Patrons and friends kept coming to the gallery’s events, thanks in large part to the unoppressive, anti-art-scene-establishment vibe it radiated. The space quickly developed into the kind of enlightened artist hangout that usually took more time to develop. The crew and talent from Truth and Soul Records, omnipresent Williamsburg bands like Ninjasonik, even the occasional staff member from Vice, would loaf around and drink beer as Hameed worked in the back.
Soon it could add the role of living space to its attributes. Around September, Hameed’s wife asked him for a separation. With nowhere to go, he left the Brooklyn apartment they shared with their three children and moved in.
Hameed’s landlord, John Mayer said the arrangement was fine. Mayer, a longtime local who owns buildings on Wythe Ave. and the 93-99 N.10th St. plot that included the gallery, had begun dropping by regularly to spend time with Hameed and let off steam. “He [Mayer] would come by at night, to get away from his ball and chain,” Hameed says. “He’d say, come have cigarettes with me, let’s go to the store and get some beers, let’s sit and talk about art, Mikal.”
As leases in the building were set to expire, Mayer casually mentioned that Vice Magazine might be interested in taking the space adjoining 99%. When Vice did come by a couple days later, it wasn’t alarming until, according to Hameed, “I open the door and it’s the three guys from Vice, some architects, and they’re going over what they’re doing with my space…and they literally said, ‘knock down this wall and that wall.’”
When Hameed asked the Vice contingent what was going on, they seemed surprised at his unawareness of the situation, and told him Mayer had offered them the entire downstairs at 99 N. 10th St.
“He must be telling us different things,” Hameed recalls one of them mentioning.
But there was not much room to budge in Vice’s mind. Hameed initially offered solutions to keep part of his space, giving up other areas in the front. It was met with stolid renouncement.
“It was all business with them,” Hameed says. Hameed offered to match the media company’s offer, but the landlord apparently rejected it without explanation.

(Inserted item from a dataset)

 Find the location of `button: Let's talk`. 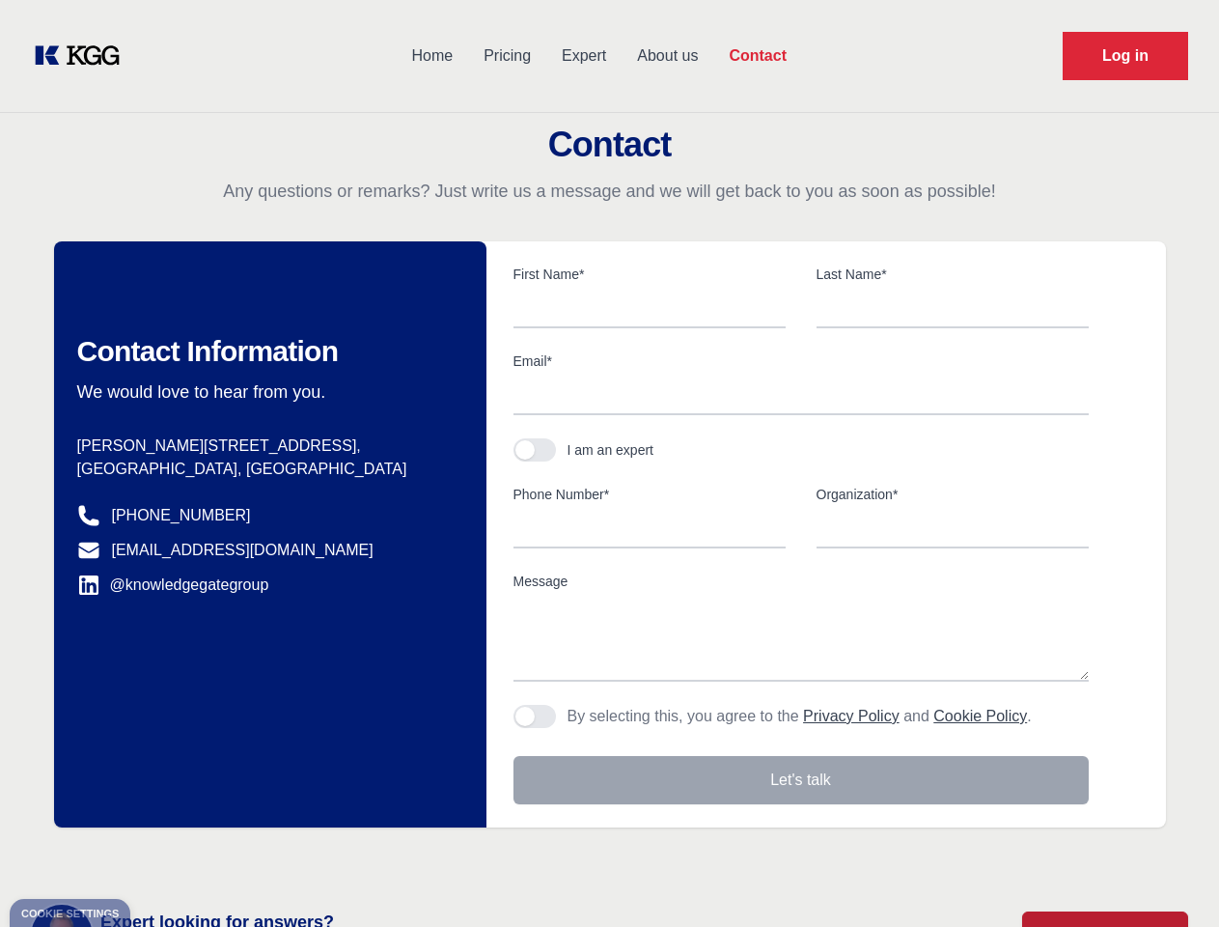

When reached for comment, Mayer initially said: “It is an issue between him [Hameed] and Vice and that’s all I am going to say.” In a second conversation he would deny having ever said anything; on both occasions he quickly hung up the phone.

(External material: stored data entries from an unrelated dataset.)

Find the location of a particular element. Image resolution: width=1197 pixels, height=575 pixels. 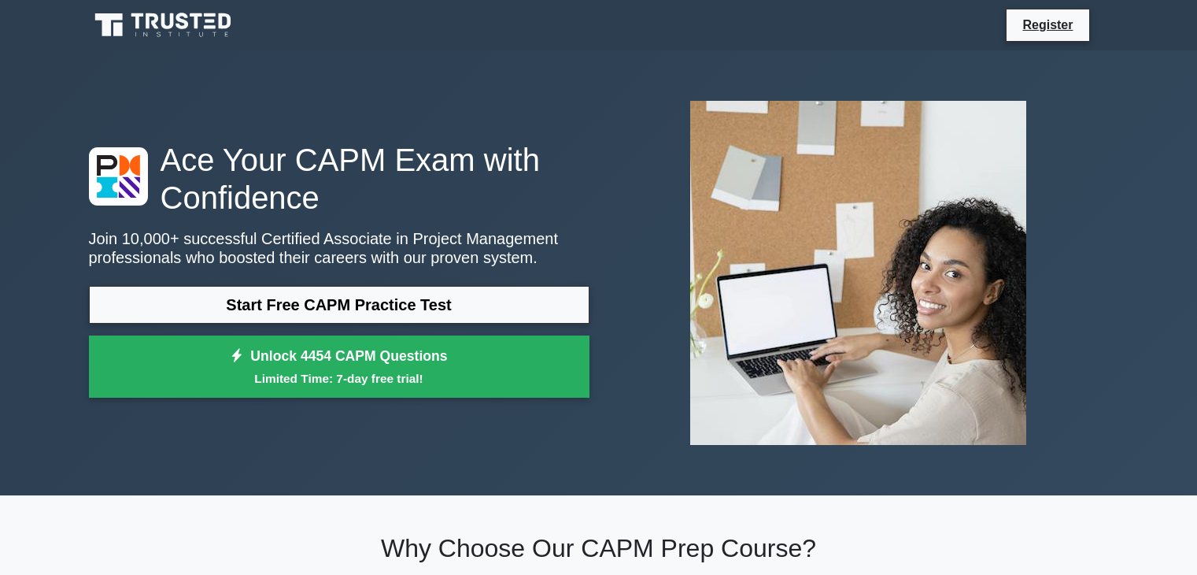

p: Join 10,000+ successful Certified Associate in Project Management professionals who boosted their... is located at coordinates (339, 248).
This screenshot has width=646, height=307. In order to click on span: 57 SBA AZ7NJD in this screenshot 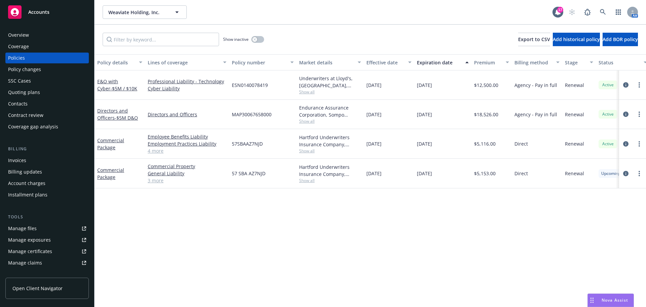, I will do `click(249, 173)`.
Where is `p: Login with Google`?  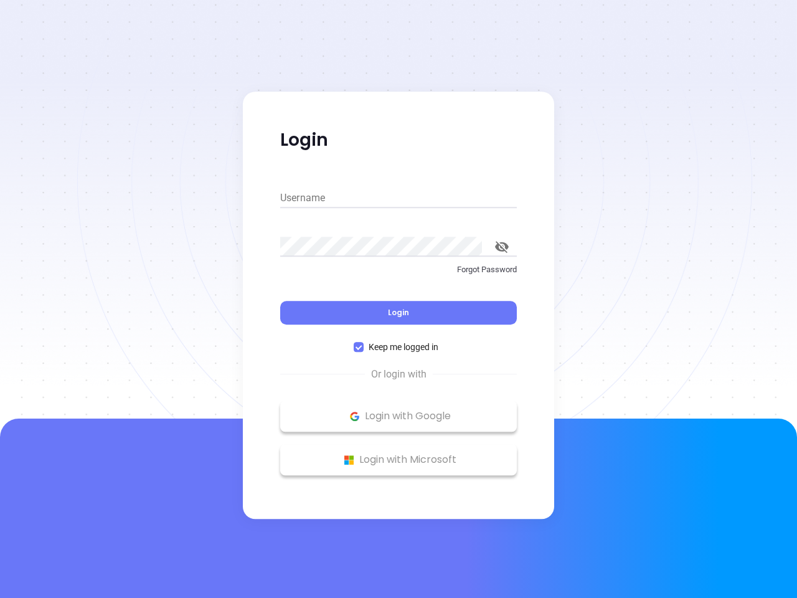 p: Login with Google is located at coordinates (399, 416).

About the whole incident, Vice issued a statement: “To be completely clear, we inquired with the building’s landl-ord about acquiring additional space to accommo-date new employees, and he offered us the space. However, because we’re such mensches, we successfully lobbied for 99% Gallery to have money refunded, we promoted its art show, and gave it a free ad page in our magazine. The only comparison between Duane Reade* and Vice is that we’re both interested in pharmaceuticals.”
Mayer did help Hameed find a new apartment before his December 1st move-out date. In the first positive development in months, the one-bedroom in Clinton Hill was down the street from where his wife and children lived.

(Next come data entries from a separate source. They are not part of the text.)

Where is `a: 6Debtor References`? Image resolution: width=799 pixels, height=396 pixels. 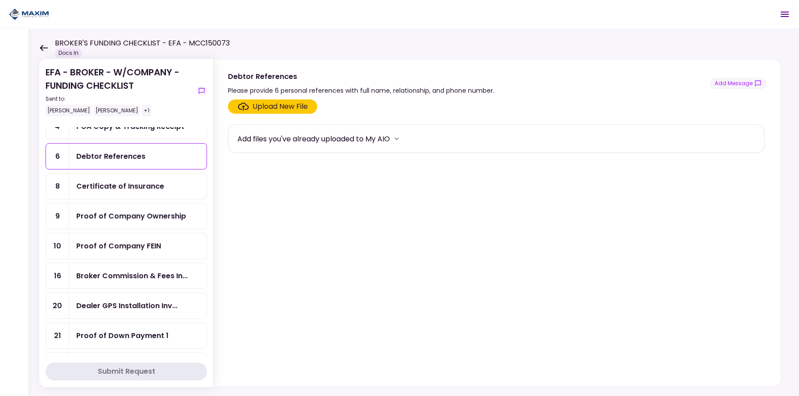 a: 6Debtor References is located at coordinates (126, 156).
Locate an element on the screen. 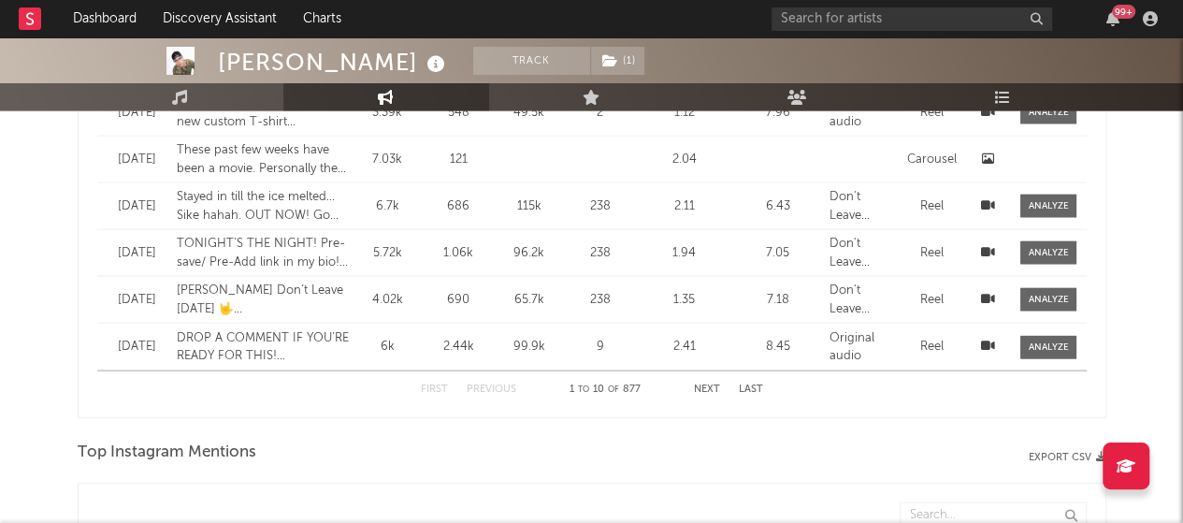 This screenshot has height=523, width=1183. div: 8.45 is located at coordinates (777, 347).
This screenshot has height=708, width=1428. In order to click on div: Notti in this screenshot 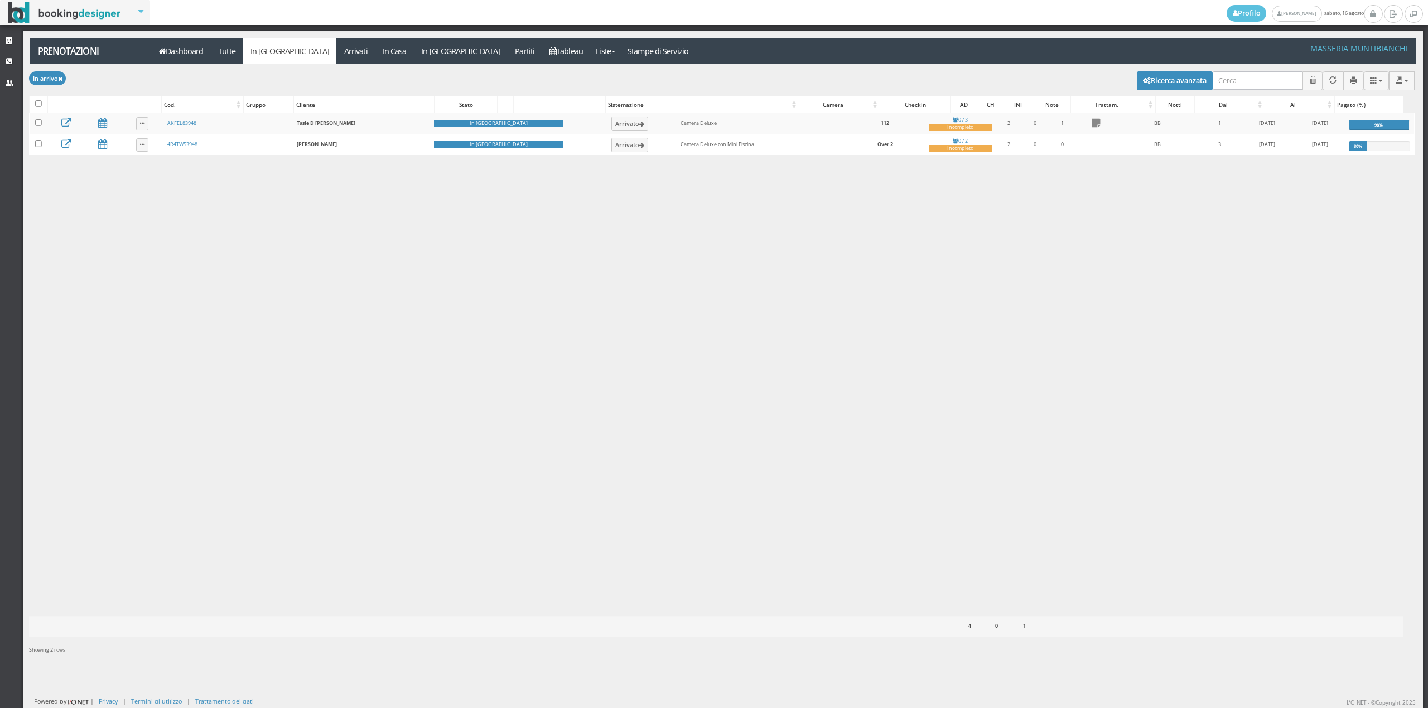, I will do `click(1174, 105)`.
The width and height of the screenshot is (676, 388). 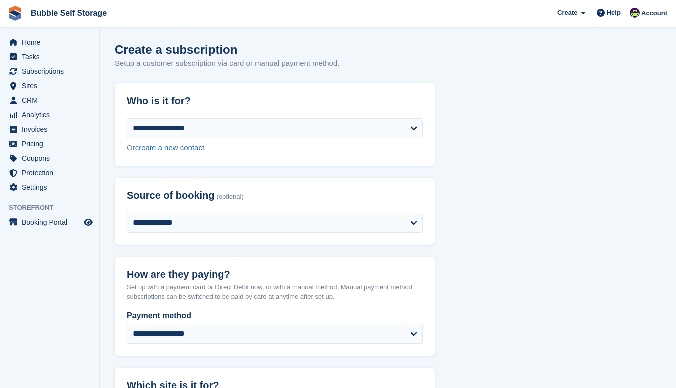 I want to click on span: Analytics, so click(x=52, y=115).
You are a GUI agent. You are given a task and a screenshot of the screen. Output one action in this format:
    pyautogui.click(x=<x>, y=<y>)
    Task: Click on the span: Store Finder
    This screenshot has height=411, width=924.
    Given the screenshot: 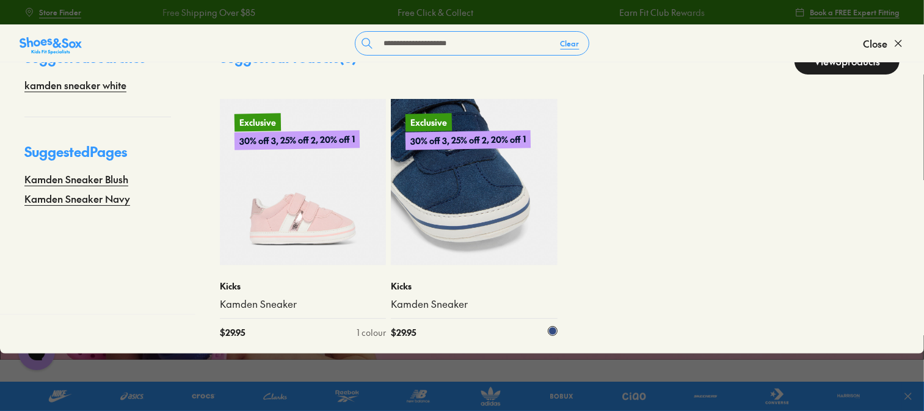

Other than reconnecting with his family, Hameed’s sole focus since the dissolution of 99% has been ReBaroque, a commercial adaptation of his own artwork, large-scale sound paintings converted to simple arrangements of speakers on vibrant textiles. Once again, Hameed hasn’t allowed himself a moment to rest after the gallery whirlwind ended.
“I can’t sit up and be upset, I did that one day and I was done,” Hameed says. “And the next day I started moving forward.”
“I’m thinking about doing a 99% satellite show in April,” Hameed says intently, as if the past year had suddenly disappeared from his consciousness. “If I have a good space, I’m going to turn it into something.”
*Comparison to Duane Reade is reference to large corporations that are lately making aggressive entry into Williamsburg.